Fonts from one machine
Window management from another
An application running on yet another, with it's program data sourced from yet another machine accessing data on still another machine.
All of which is displayed on another machine also supplying user input.
Or, I could do something crazy like put a window on your display, with appropriate permission of course, and you could interact with it.
A big wall type display could take windows from a number of users.
The promise back then, and something I used a lot, an many still do use today, is being able to run something and display it somewhere else. Say my cellphone is on my desk.
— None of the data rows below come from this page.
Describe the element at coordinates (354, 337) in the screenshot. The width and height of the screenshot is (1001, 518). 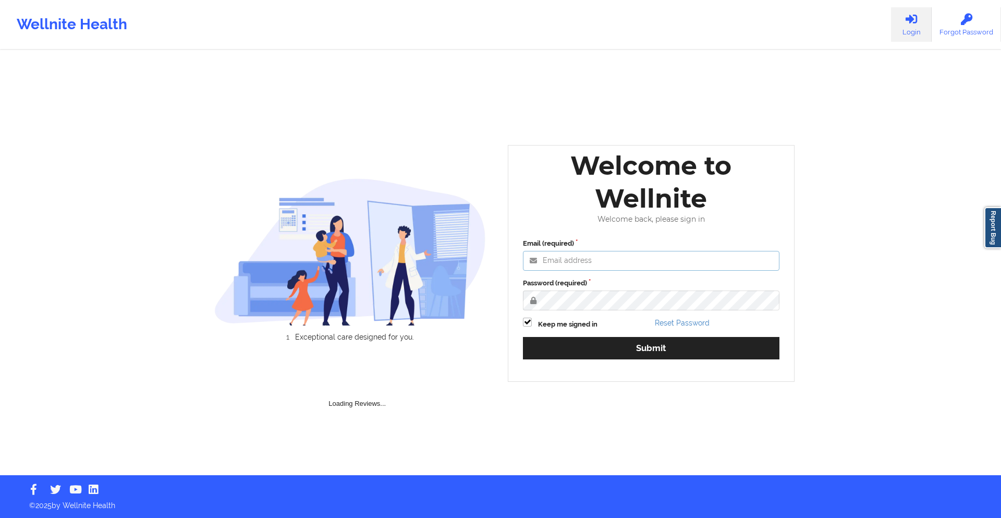
I see `li: Exceptional care designed for you.` at that location.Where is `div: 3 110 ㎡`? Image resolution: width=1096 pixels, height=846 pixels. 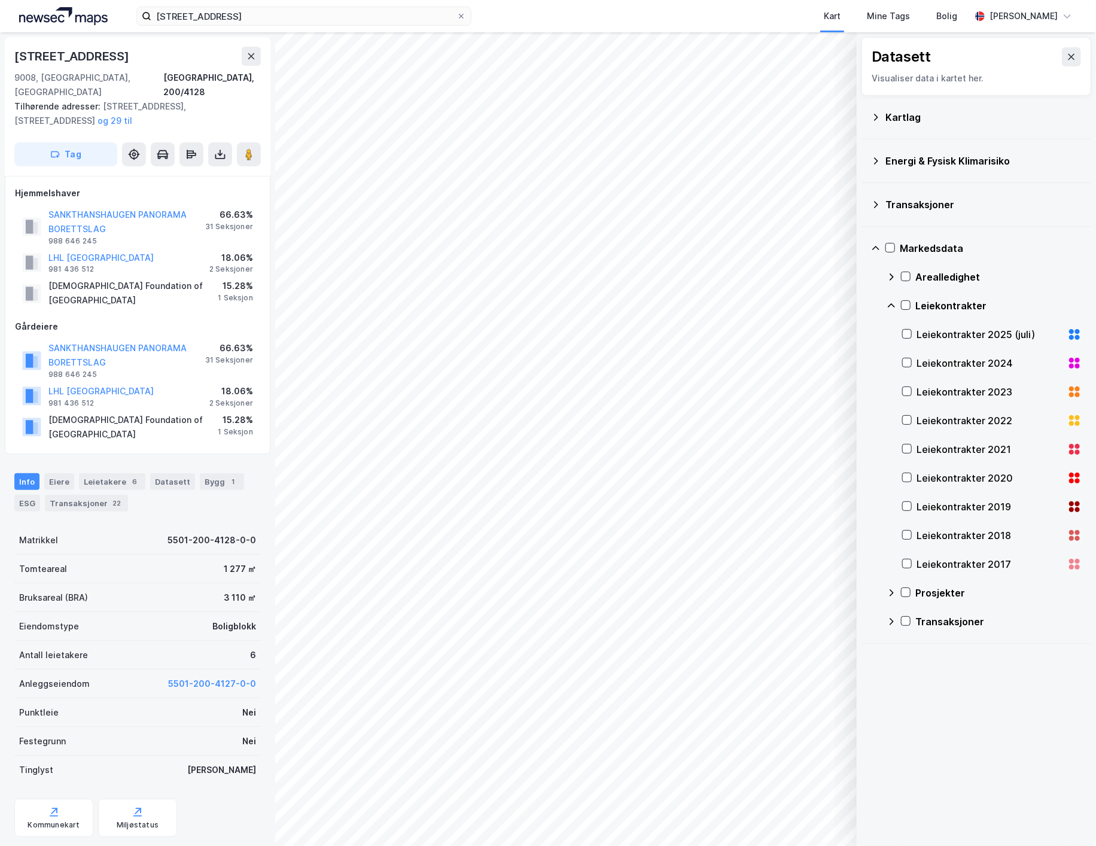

I could ask it to do something for me, and the window into that activity appears on the display like any other window does.
Another case might be several users running on one machine each with their own displays and inputs.
Here is a real world case:
High end CAD software, managed data, many users.
With X, one can make a big application server and that is not visible to users at all in terms of the application or data to be manipulated.
Users run the program via X, running X servers on anything they want. PC, Mac, Linux, whatever.
The only way to interact with the managed data is through the application.
One copy of the application, one data repository, many users.
With X doing that kind of thing is easy, and it works whether one user runs the app on their local machine attached to a shared data repository, or many users run on a remote machine perhaps that machine itself also holding the data repository.
All of that is extremely possible with a web app though, and most of it is probably done even easier with a web app. In fact that is the usual way to build a web app, make a server that does the heavy lifting and then make a GUI that runs in the client which can then be accessed by multiple users. You can easily access them from a smartphone too.
The only exception is this:
"Another case might be several users running on one machine each with their own displays and inputs."
This would be multi-seat which doesn't really have anything to do with the display server. It is implemented in udev and logind, which spawns additional X or Wayland servers for each additional "seat".
Is that sarcasm? A key difference I would say is that the web is actually better because you can run javascript or WASM code in the browser, in X that would be the equivalent of the "server"...
Fonts from one machine Window management from another An application running on yet another, with it's program data sourced from yet another machine accessing data on still another machine. All of which is displayed on another machine also supplying user input.
Or, I could do something crazy like put a window on your display, with appropriate permission of course, and you could interact with it.
A big wall type display could take windows from a number of users.
The promise back then, and something I used a lot, an many still do use today, is being able to run something and display it somewhere else. Say my cellphone is on my desk. I could ask it to do something for me, and the window into that activity appears on the display like any other window does.
Another case might be several users running on one machine each with their own displays and inputs.
Here is a real world case:
High end CAD software, managed data, many users.
With X, one can make a big application server and that is not visible to users at all in terms of the application or data to be manipulated.
Users run the program via X, running X servers on anything they want. PC, Mac, Linux, whatever.
The only way to interact with the managed data is through the application.
One copy of the application, one data repository, many users.
With X doing that kind of thing is easy, and it works whether one user runs the app on their local machine attached to a shared data repository, or many users run on a remote machine perhaps that machine itself also holding the data repository.